Japan's disgraced Olympus Corp is suing 19 current and former executives, including its current president, for up to almost $50 million in compensation, as it struggles to recover from one of the nation's worst accounting scandals.
Olympus said Tuesday it was suing 19 current and former executives, including President Shuichi Takayama, for up to 3.6 billion yen in compensation and that all current board members subject to the lawsuit would resign in March or April.
Olympus Corp said on Tuesday it was suing 19 current and former executives including President Shuichi Takayama for up to 3.6 billion yen ($46.84 million) in compensation and that all current board members subject to the lawsuit would resign in March or April, as the firm struggles to recover from one of Japan's worst accounting scandals.
General Electric (GE) and a slew of trade groups for the oil, agriculture and manufacturing industries are supporting a family seeking to challenge Environmental Protection Agency authority.
The application would allow FiOS subscribers to steam live television and certain video-on-demand programs through LG products.
Japan's Olympus Corp has sued its current president and three ex-directors for several million dollars in compensation, sources told Reuters on Monday, as the company seeks to draw a line under one of the nation's worst accounting scandals.
Computer services firm Mahindra Satyam said it had filed a lawsuit against past directors, some ex-employees and former auditor Pricewaterhouse, seeking damages after the company was hit by a fraud in 2009 that became the country's biggest corporate scandal.
Japan's Olympus Corp has sued its current president and three ex-directors for several million dollars in compensation, sources told Reuters on Monday, as the company seeks to draw a line under one of the nation's worst accounting scandals.
NASA is questioning whether James Lovell, an Apollo 13 commander, has the right to sell a 70-page checklist that contains his handwritten calculations that were vital in guiding the damaged spacecraft back to Earth.
An unconventional dress which an eighteen-year-old girl is seen to be wearing in a portrait and the rejection of the photo from Durango High School's yearbook have drawn a nation-wide debate.
The Exxon Mobil Corp. and the U.S. government struck a deal on Friday that would allow the company to move ahead with development of a field in the Gulf of Mexico estimated to yield tens of billions of dollars of oil.
A wrongful death lawsuit linked to a defining moment of the Iraq war has ended with the company formerly known as Blackwater agreeing to settle with the families of four security contractors killed in a gruesome 2004 ambush.
An Ontario judge has ruled that a C$50 billion ($48.82 billion) lawsuit against a group of 14 tobacco companies can proceed, after rejecting an application to dismiss the lawsuit by a group of seven companies.
Goodbye, Parentlode.New York Times Co, which has a parenting blog known as Motherlode, has agreed to settle a lawsuit against the Huffington Post after that website decided to change the name of its new Parentlode blog.
The FDA's highly praised announcement only applies to a drug that is barely used by the agricultural industry.
Apple is threatening to sue Chinese company In Icon over its 12-inch lifelike Steve Jobs action figure. The head of the Chinese toy company said he will not stop, as the dolls have already begun production.
Donald Trump has announced the official line-up for the 5th season of Celebrity Apprentice, his biggest cast yet. If you're a reality-TV junkie, a lot of the contestants are familiar faces. But for a lot of people, skimming down the large list has them asking who? Here's the run-down of who's taking on the Trump challenge and why they're famous.
Congress is working on a bill called the Stop Online Piracy Act and it's meant to prevent copyright infringement and illegally spreading content through Web sites. The proposed bill is working its way through the House of Representatives and the Senate is working on a similar bill called the Protect IP Act.
President Barack Obama appointed three people to the National Labor Relations Board on Wednesday to keep the agency operable in 2012.
Jane Trejo-Beverly, an employee at a Naples, Fla. real estate company, was fired by her employer just over a week before Christmas when she was summoned to serve jury duty.
The settlement will require AT&T to pay at least $215 million to TiVo by June 2018, $51 million of which must be paid upfront.
Evangelina Paredes filed a lawsuit against Stickney cop Chris Collins for violation of privacy, claiming the Chicago police officer used a speeding ticket to find her address and track her down for a date.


- _Problem to work on_
While reading through the material below, copy each line that holds the word "lower".
----
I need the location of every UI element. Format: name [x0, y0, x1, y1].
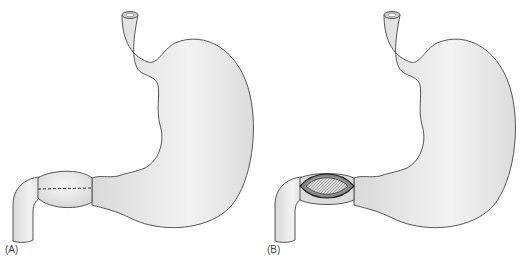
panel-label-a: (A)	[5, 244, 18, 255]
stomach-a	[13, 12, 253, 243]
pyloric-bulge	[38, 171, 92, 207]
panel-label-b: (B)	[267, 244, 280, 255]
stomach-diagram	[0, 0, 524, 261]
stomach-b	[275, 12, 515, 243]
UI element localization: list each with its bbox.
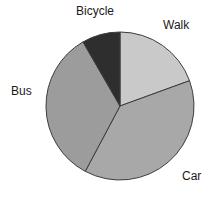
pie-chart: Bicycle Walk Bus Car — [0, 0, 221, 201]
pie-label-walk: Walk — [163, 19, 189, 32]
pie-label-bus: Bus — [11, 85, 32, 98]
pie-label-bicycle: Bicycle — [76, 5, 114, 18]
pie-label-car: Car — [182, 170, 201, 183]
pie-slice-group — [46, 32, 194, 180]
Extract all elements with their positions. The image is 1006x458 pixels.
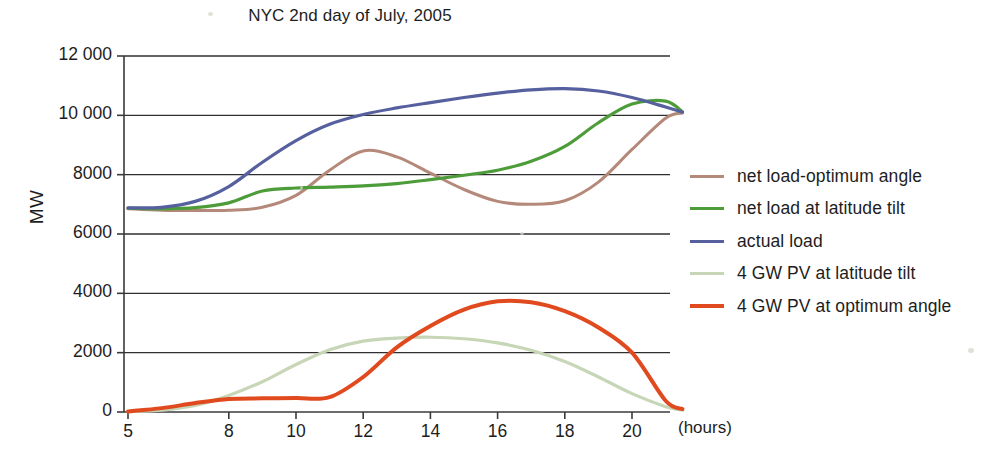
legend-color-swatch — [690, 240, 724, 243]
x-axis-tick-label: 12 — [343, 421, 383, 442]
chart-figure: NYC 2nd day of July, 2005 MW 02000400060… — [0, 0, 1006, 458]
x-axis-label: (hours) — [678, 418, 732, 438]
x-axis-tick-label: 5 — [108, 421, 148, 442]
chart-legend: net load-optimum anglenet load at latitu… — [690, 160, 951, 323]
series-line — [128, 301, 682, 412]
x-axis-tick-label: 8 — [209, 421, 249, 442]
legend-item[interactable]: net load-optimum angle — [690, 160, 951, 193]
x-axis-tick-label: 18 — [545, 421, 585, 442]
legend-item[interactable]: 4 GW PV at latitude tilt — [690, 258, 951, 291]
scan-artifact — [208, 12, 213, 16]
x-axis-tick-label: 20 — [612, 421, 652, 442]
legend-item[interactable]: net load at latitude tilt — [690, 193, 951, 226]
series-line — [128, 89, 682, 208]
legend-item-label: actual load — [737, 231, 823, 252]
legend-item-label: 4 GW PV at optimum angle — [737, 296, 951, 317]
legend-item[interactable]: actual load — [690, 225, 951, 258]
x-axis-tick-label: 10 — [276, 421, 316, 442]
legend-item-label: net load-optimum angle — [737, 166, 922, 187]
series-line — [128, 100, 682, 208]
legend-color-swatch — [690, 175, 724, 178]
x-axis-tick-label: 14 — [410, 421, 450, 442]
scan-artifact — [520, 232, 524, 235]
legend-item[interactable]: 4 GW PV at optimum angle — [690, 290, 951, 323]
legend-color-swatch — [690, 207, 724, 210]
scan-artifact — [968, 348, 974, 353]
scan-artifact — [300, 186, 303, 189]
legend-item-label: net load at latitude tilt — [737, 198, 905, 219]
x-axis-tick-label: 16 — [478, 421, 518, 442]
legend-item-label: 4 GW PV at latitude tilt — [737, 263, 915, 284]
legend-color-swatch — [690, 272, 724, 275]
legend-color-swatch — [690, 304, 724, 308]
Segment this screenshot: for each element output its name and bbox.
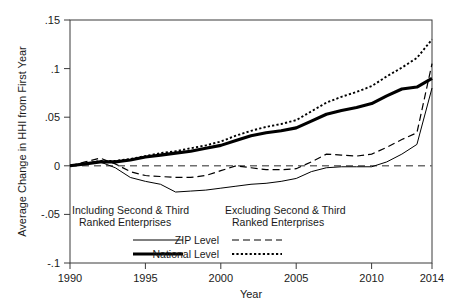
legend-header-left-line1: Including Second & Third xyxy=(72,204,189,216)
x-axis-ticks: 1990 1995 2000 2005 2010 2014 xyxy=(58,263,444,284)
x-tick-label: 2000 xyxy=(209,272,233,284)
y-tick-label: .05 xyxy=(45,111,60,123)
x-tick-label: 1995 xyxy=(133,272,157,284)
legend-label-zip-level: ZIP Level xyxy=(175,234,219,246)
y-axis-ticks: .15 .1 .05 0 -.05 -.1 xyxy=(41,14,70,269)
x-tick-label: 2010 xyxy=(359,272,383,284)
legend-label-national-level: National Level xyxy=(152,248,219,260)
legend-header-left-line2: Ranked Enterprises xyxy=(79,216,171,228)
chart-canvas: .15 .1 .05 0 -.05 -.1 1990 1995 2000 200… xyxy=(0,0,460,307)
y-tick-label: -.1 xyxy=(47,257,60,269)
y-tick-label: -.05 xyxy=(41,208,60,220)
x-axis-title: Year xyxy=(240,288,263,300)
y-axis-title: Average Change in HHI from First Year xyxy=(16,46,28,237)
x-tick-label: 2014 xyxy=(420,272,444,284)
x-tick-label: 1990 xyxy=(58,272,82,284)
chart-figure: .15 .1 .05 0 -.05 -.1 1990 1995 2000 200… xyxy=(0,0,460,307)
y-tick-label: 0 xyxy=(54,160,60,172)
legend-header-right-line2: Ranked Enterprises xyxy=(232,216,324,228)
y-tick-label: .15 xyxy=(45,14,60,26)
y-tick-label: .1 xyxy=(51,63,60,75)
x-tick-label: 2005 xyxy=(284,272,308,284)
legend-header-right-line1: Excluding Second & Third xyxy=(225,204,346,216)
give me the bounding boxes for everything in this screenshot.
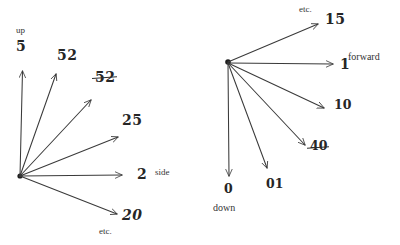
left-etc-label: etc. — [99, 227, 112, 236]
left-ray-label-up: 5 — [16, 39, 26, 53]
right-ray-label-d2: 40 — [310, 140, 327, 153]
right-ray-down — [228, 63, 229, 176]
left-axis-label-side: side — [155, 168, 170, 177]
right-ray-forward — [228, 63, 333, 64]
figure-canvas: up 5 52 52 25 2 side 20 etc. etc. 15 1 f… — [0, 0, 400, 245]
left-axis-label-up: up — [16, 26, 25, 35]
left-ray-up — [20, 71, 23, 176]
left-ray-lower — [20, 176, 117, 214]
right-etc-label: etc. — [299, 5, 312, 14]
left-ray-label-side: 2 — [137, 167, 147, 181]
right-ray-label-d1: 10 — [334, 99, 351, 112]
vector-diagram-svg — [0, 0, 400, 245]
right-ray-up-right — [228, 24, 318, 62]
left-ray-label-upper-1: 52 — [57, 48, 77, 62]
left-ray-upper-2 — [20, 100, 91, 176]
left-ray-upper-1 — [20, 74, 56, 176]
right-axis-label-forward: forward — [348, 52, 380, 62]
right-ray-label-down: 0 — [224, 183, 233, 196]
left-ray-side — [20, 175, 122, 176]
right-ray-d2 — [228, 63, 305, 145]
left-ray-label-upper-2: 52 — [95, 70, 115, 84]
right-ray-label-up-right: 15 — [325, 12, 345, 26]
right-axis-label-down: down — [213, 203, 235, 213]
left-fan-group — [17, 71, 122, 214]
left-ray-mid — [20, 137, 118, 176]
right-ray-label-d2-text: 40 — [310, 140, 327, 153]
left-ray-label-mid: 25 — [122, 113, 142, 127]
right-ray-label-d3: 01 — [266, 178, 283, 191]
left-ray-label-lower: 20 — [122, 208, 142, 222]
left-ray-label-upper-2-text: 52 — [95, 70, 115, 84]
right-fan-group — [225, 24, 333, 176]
----
- _Answer_
left-ray-lower — [20, 176, 117, 214]
left-ray-label-lower: 20 — [122, 208, 142, 222]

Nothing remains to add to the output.